If he recalled correctly, and the fast response suggested he did, Phoebe was all but overhead at the moment. He swept his hand back—and nothing happened.

"Hold your fingers together,” Valerie said, “so you don't clutter the IR reflections. Fingers don't control individual tentacles."

Walking by gesture would be a great user interface. If his hand had eight opposable fingers. If the round-trip delay, ping-ponged through comsats, though far more manageable than in the lunar case, did not sometimes approach a full second. “Walking” involved a joystick and then only indicated a general direction. The bot's onboard nav software figured how to locomote across the landscape.

He swept his hand again, keeping his fingers straight, still, and together. This time, the landscape shifted as he expected. “I don't get it. Exploring Phoebe seems like the last thing that would interest you."

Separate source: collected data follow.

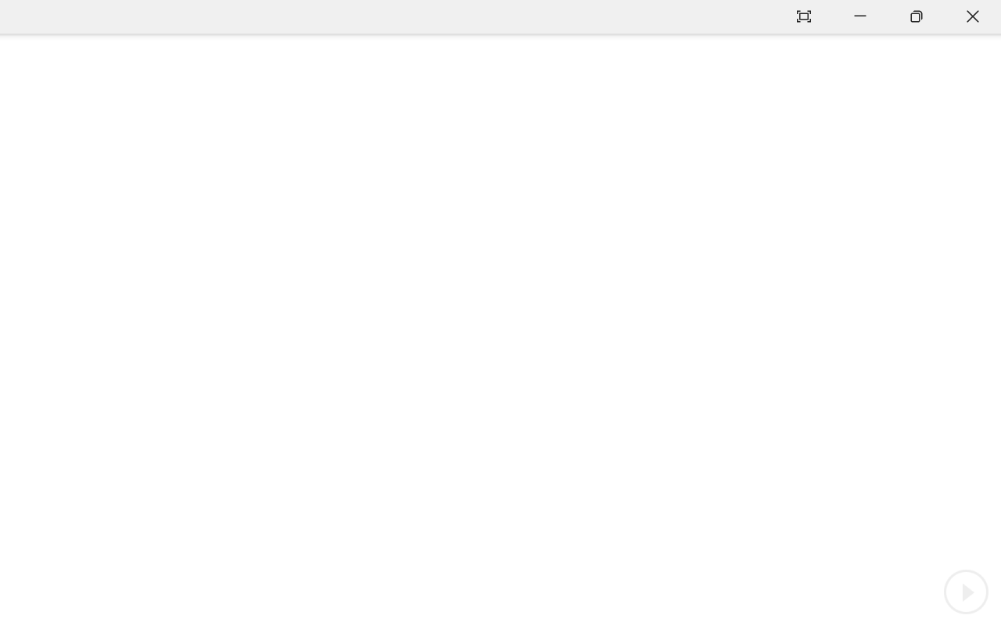  Describe the element at coordinates (986, 227) in the screenshot. I see `Accessibility` at that location.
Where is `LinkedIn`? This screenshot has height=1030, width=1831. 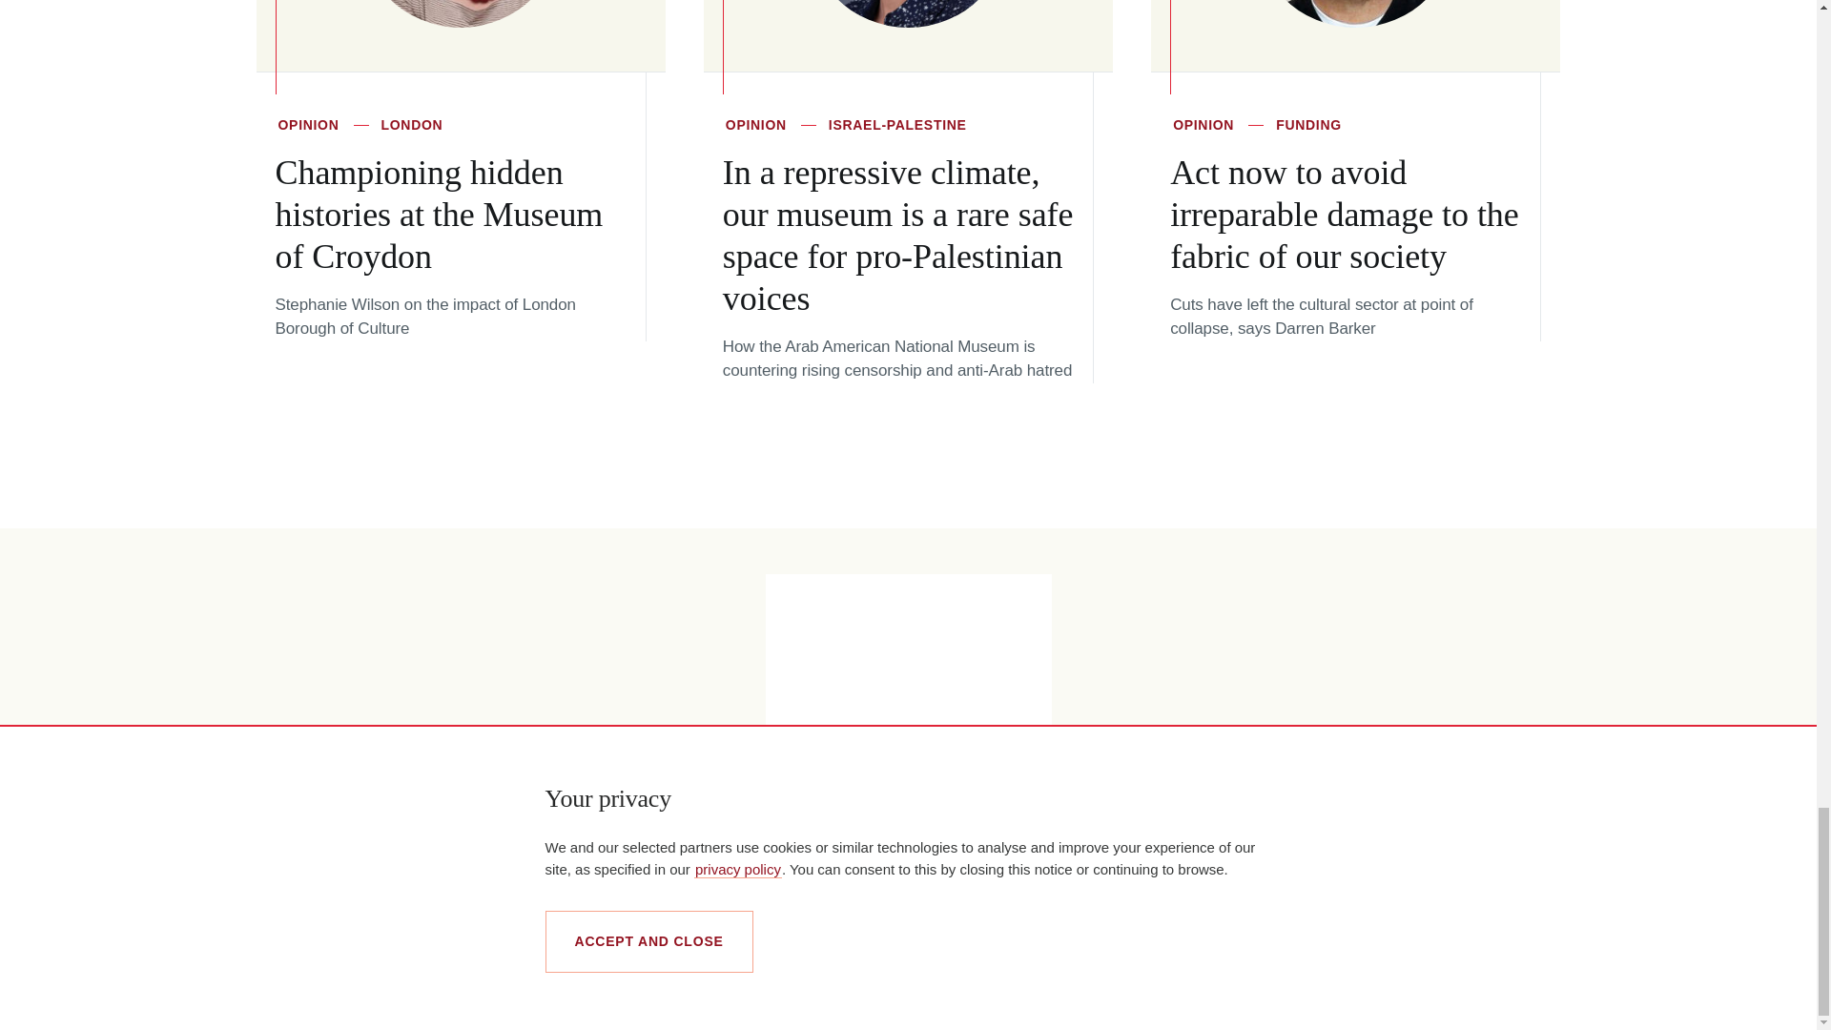 LinkedIn is located at coordinates (1442, 995).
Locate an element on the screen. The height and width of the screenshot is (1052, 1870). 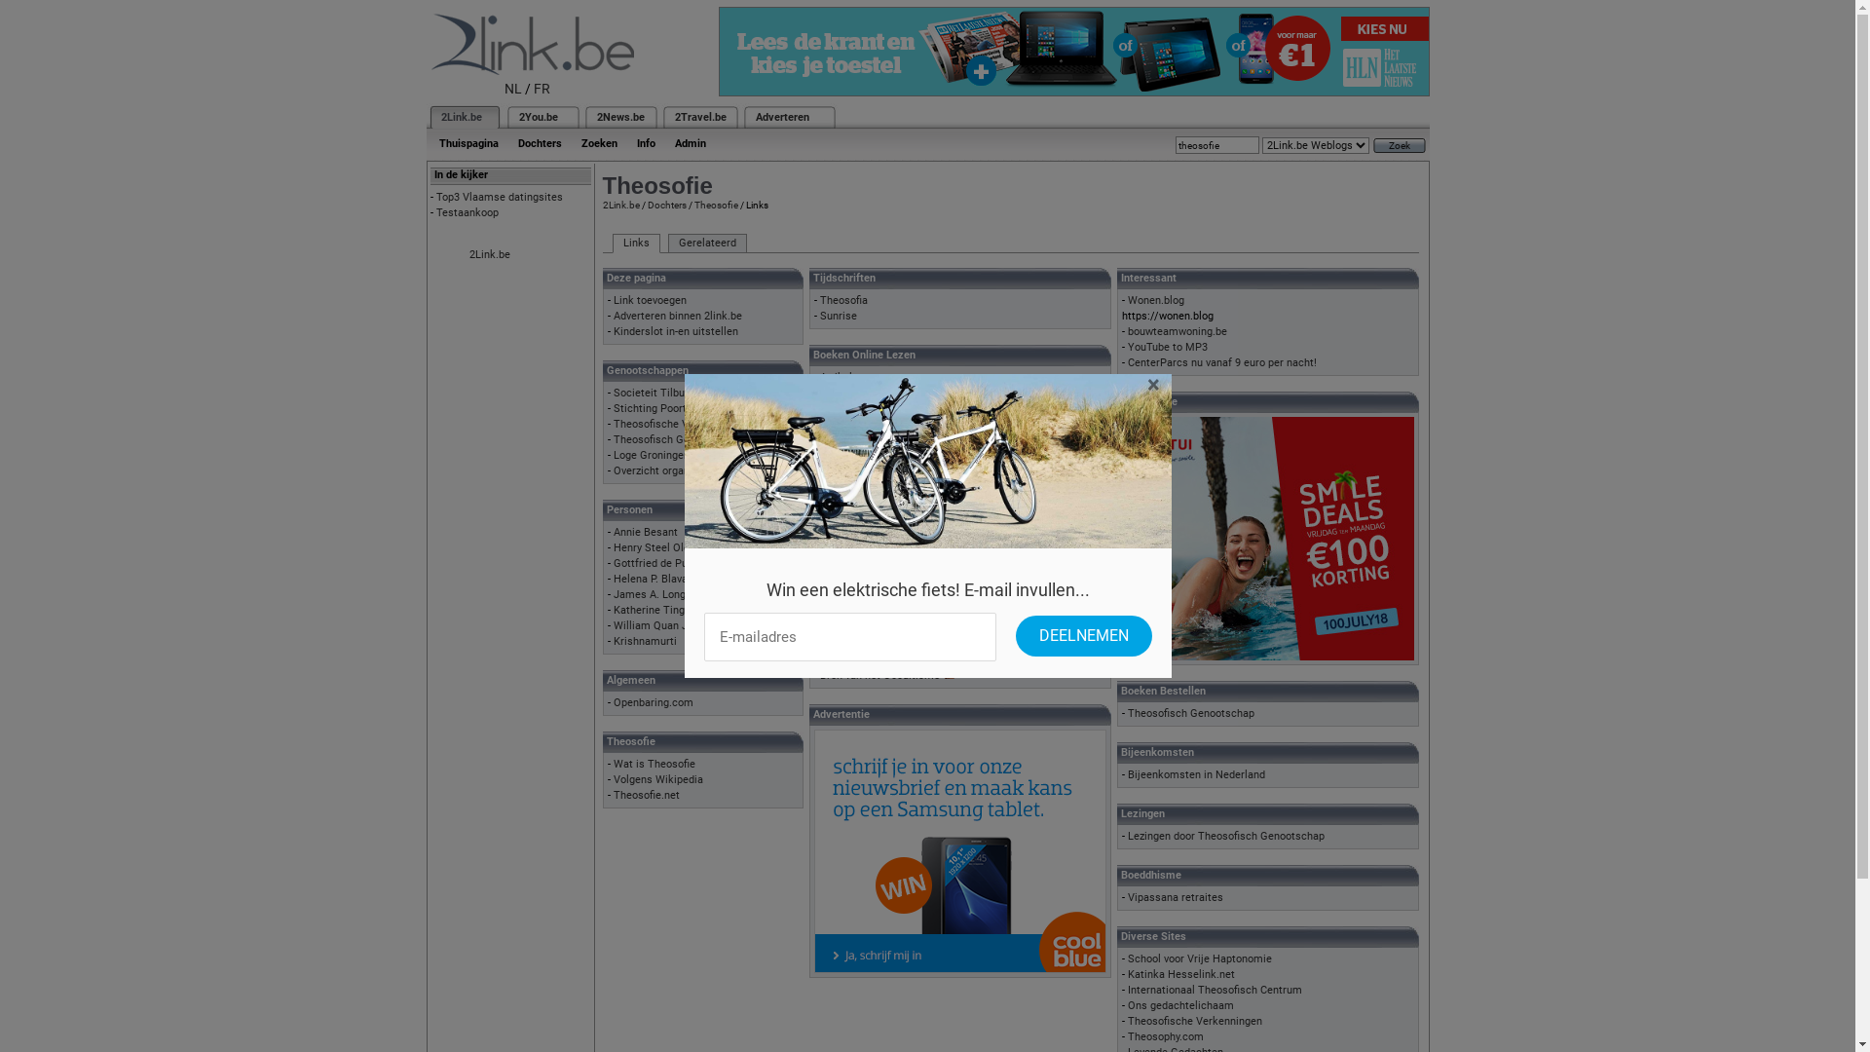
James A. Long is located at coordinates (649, 594).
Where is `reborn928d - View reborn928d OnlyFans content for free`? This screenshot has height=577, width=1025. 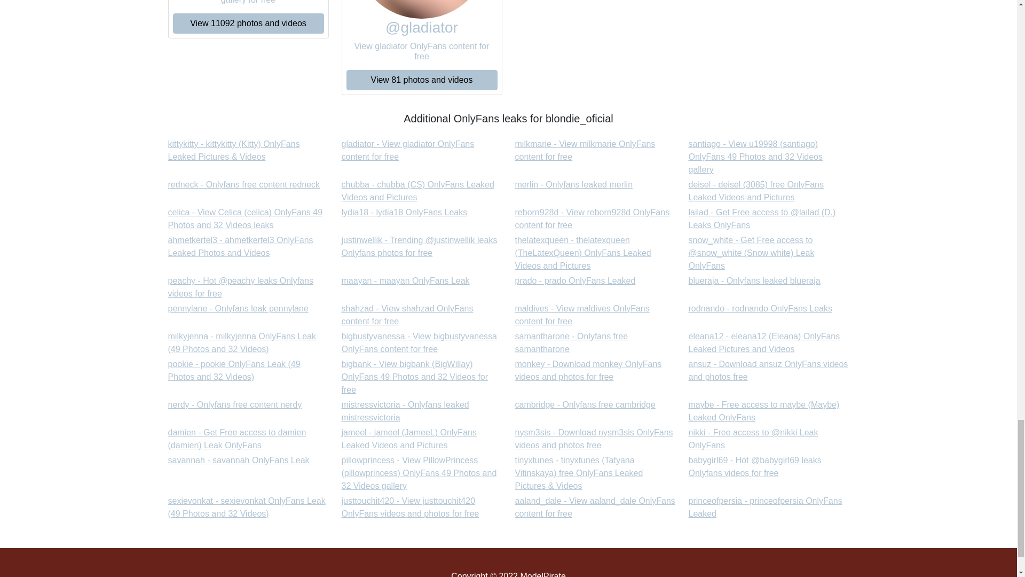 reborn928d - View reborn928d OnlyFans content for free is located at coordinates (584, 151).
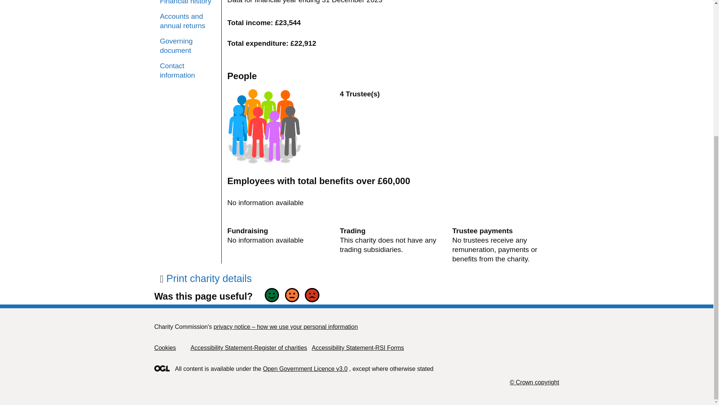 This screenshot has width=719, height=405. What do you see at coordinates (188, 46) in the screenshot?
I see `Governing document` at bounding box center [188, 46].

"Patrick, a guy I work with, was into these bots right after Phoebe rentals came online.” She seemed about to say more, and to reconsider. “I tried to interest Simon in remote-controlled exploration. Any kid his age is going to spend time in VR, and this seemed much more civilized than the usual shoot-'em-ups."

"How'd that go over?"

"About as well as you'd expect."

Marcus kept gesturing, the landscape swaying in response. “Am I ready to take a step?"